After the accident on Saturday, relatives sobbed and dozens more stood watch quietly while volunteers recovered bodies from the water.
Elizabeth Ajawa, 30, was one of the survivors. Ajawa said she and 21 other commuters boarded a Toyota Land Cruiser at the Customs Taxi Park to travel to Mundri in former Western Equatoria state.
She said when the group reached the site of the old bridge, security personnel told the driver not to cross because the road was flooded. He said the driver agreed not to cross — but several hours later tried to drive slowly over the road when authorities were not looking.
“Our car was carried by the water and we fell into the water. I don’t know how I managed to come out. It was only God who brought me out of the water,” Ajawa told VOA’s South Sudan in Focus.
Mary Albino, another survivor seated in the back of the vehicle, said she managed to swim to shore.
“They [the driver and conductor] told us go. Just when we reached the middle of the [road], two wheels became disconnected and were carried away. That was how we fell in the water. We were four people outside the pickup.

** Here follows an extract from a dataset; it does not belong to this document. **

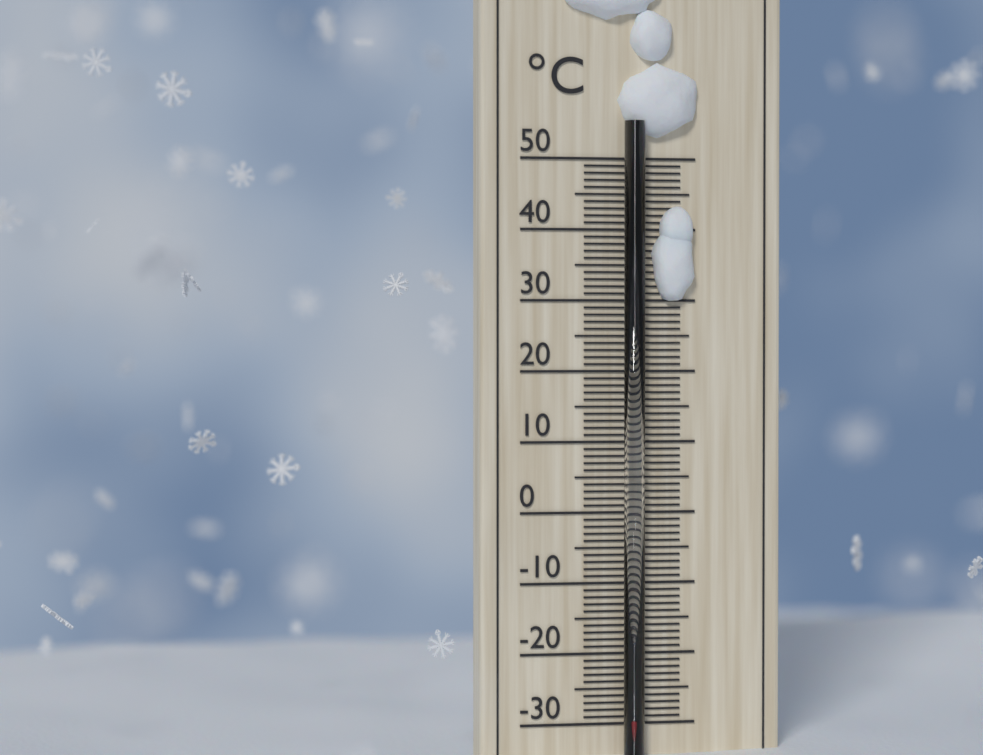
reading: -29 °C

When I fell, my legs got stuck on a rock, and then I started to swim to the other side,” Albino said.
Luri County Commissioner Emmanuel Paul Fartakin said the driver ignored instructions not to cross.
“We have standing orders with the traffic and security personnel at the bridge,” Fartakin told South Sudan in Focus. “They order every vehicle to stop and wait until the water subsides before they cross. … That driver came at 2 p.m. and was asked to wait at the bridge. But unfortunately, he escaped at 8 p.m. when the security personnel got busy and didn’t realize he was leaving.”
Luri County resident Pitia John said even though government officials know many people die trying to cross the water, they look the other way.
“This [road] has killed many people within three months,” John said. “Every time people drowned, government officials hear about it but don’t take any action to fix the bridge. Sometimes officials even visit the bridge and promise residents it will be fixed, but once they leave, they never come back.”
Fartakin said the national government had contracted with the IBMC construction company to repair all bridges leading to Luri County beginning with the Kapori, Kabu and Gudelle bridges.